Writing about my experiences abroad is a constant struggle to avoid meandering, uninteresting ruminations about minutiae. The audience (let's assume there is one [humor me (please)]) doesn't care about the way Lufthansa's airplane's tray tables are latched or how toilets flush in Europe. (Do they?)
Having said that, experiences abroad are a collection of trivial, individually insignificant moments that coalesce into a transformative experience one can use to bore people at parties later on in life. Also, you can overpronounce foreign words.
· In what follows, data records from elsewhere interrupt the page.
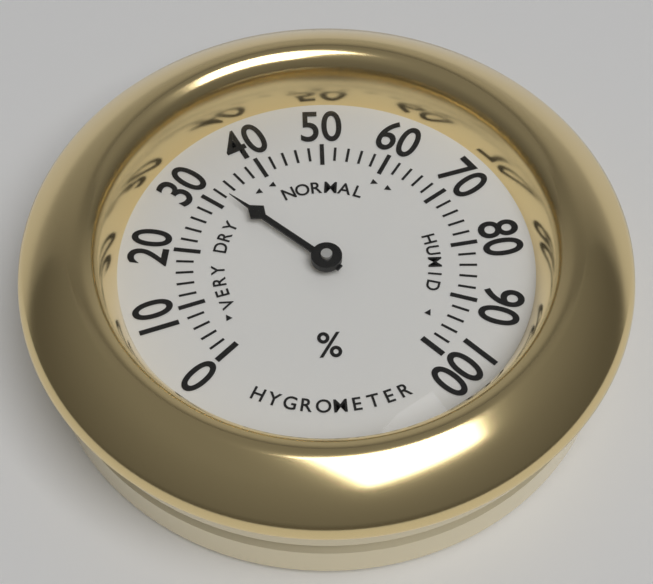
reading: 32 %
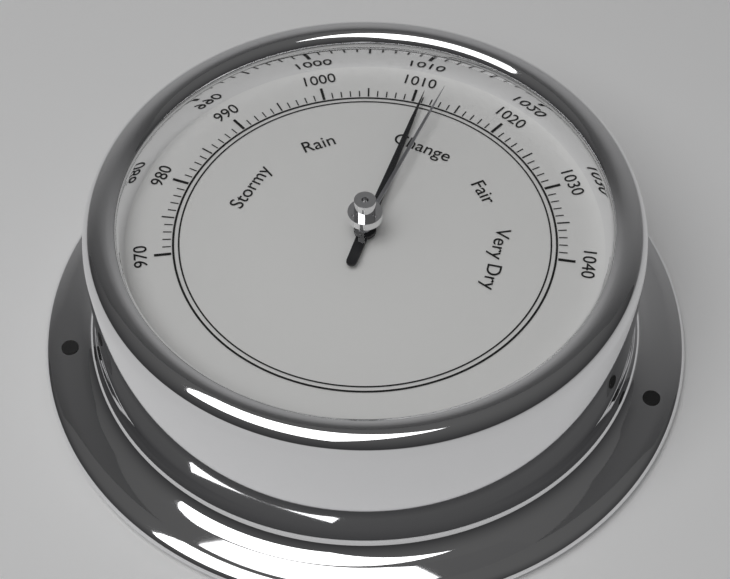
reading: 1011 (no unit)
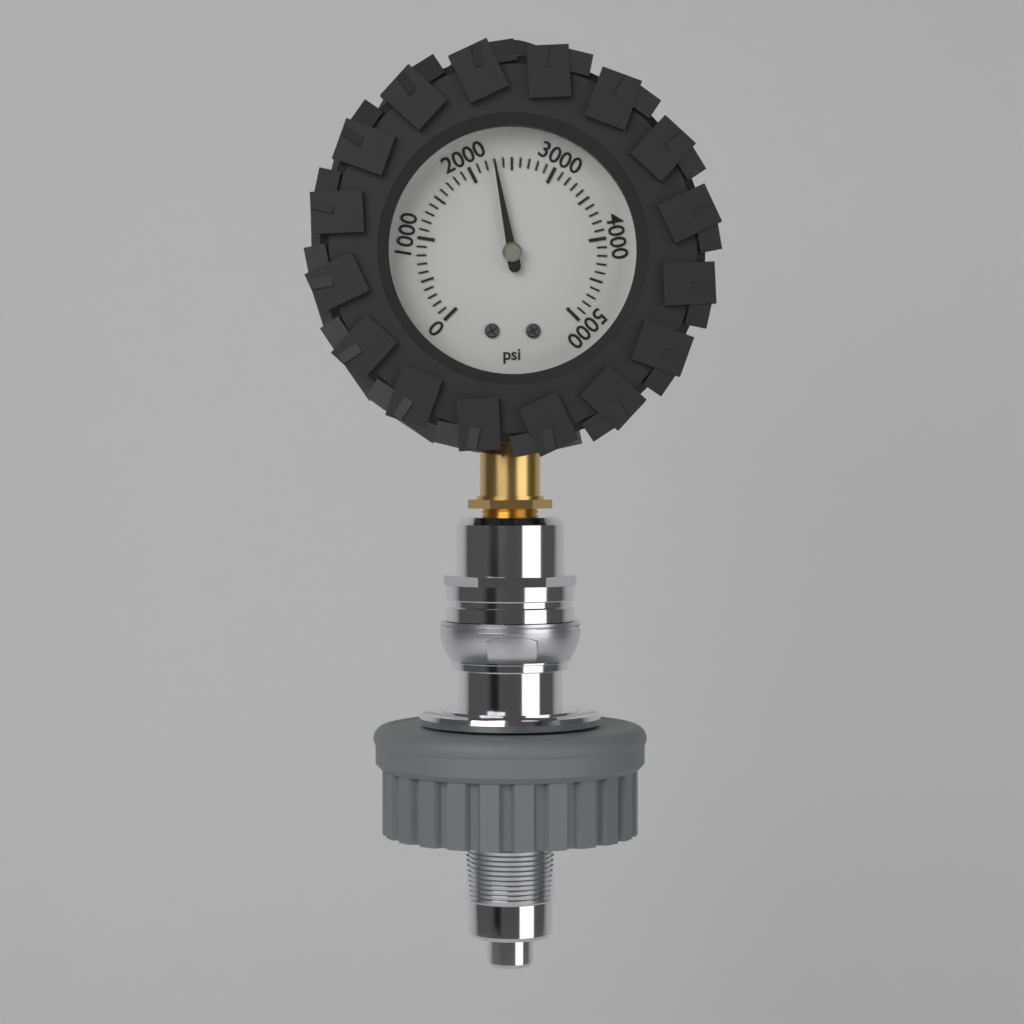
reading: 2300 psi
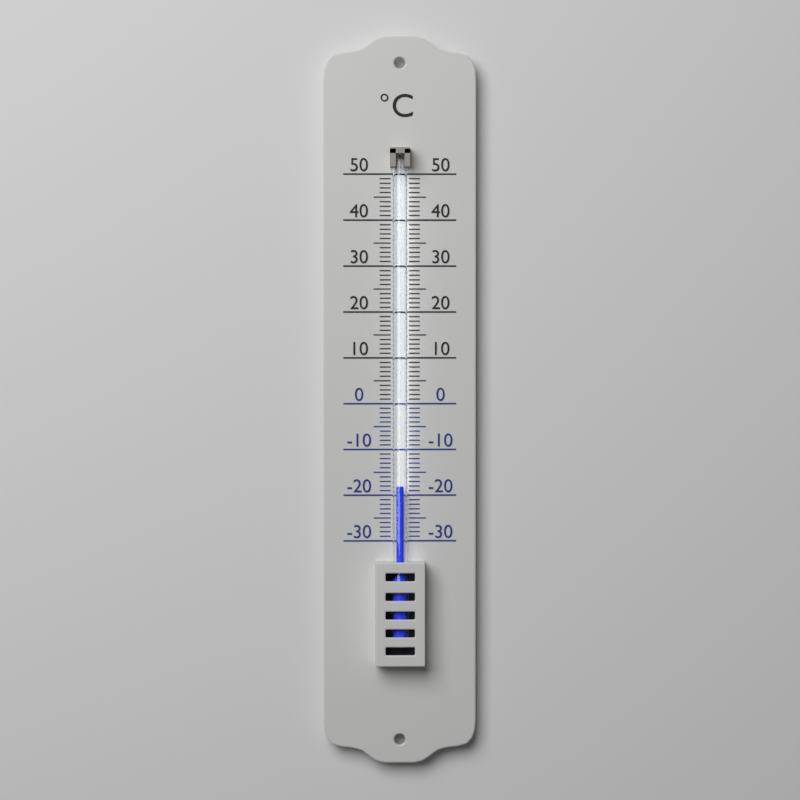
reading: -18 °C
I arrived via Frankfurt and, after a prolonged ballet involving luggage and orientation and introductions--the primary outcome of which is to make me forget the person's name less than a second after I hear it--there was time for a healthy meal at a Czech pub. Our choice of drink ran the gamut from "large beer" to "very large beer." Over a gently steaming plate of boiled potatoes and chicken fillet, I talked with a my new Czech friends about Hannah Arendt, stereotypes of Americans, residual resentment of communist ideology, American music from the 80s, and a few other things that got stuck somewhere in the barbed spines of the language barrier and bled to death between clusters of consonants and accent marks. Slowly.
Crashed early, drained by 20 hours of continuous travel.
New Vocab: Absolutely nothing. Tried to learn please and thank you, only succeeded in enunciating my own idiocy.